Password hashes are, in and of themselves, not part of FIPS 140-2.
To try to answer anyway, that depends - do you just need to use FIPS 140-2 algorithms? For hashing, that's SHA-1 and the SHA-2 family. For a random number generator, FIPS 140-2 doesn't apply - those are in completely separate NIST special publications.
RFC2898DeriveBytes is PBKDF2-HMAC-SHA-1; there are also nonvalidated C# example of PBKDF2-HMAC-SHA-256/384/512 by @JimmiTh at my GitHub collection, if you'd like to use those as well.
If you actually need to use FIPS 140-2 validated solutions, first you need to know what level validation you need (level 1, 2, 3 or 4), and then you need to find solutions that were validated by NIST at that level.
In both cases, you need to dive into precisely what "password hashing" means in the context of FIPS 140-2, since "password hashing" itself isn't part of FIPS 140-2. Get legal or regulatory advice on exactly how you're allowed to use the algorithms FIPS 140-2 details; PBKDF2-HMAC-SHA-xxx is probably allowed, but make certain.
It's possible that your organization's interpretation of the letter of whatever regulations are pointing them at FIPS 140-2 contradicts normal best practices. Once you're referring to any national government's standards, you need to know much more about the requirements.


Assignment:
Could you give the whole listing again, exactly as it reads?

==== Raw data ====

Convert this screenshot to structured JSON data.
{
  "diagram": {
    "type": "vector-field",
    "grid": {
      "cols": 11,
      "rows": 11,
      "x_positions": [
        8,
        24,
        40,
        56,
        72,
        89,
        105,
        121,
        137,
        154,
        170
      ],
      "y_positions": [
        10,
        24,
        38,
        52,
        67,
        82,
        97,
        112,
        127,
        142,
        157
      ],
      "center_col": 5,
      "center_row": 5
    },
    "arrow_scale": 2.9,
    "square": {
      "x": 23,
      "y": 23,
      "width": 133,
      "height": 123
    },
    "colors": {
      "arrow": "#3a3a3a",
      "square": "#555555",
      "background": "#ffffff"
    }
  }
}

====

Solution for this exercise:
Convert this screenshot to structured JSON data.
{
  "diagram": {
    "type": "vector-field",
    "grid": {
      "cols": 11,
      "rows": 11,
      "x_positions": [
        8,
        24,
        40,
        56,
        72,
        89,
        105,
        121,
        137,
        154,
        170
      ],
      "y_positions": [
        10,
        24,
        38,
        52,
        67,
        82,
        97,
        112,
        127,
        142,
        157
      ],
      "center_col": 5,
      "center_row": 5
    },
    "arrow_scale": 2.9,
    "square": {
      "x": 23,
      "y": 23,
      "width": 133,
      "height": 123
    },
    "colors": {
      "arrow": "#3a3a3a",
      "square": "#555555",
      "background": "#ffffff"
    }
  }
}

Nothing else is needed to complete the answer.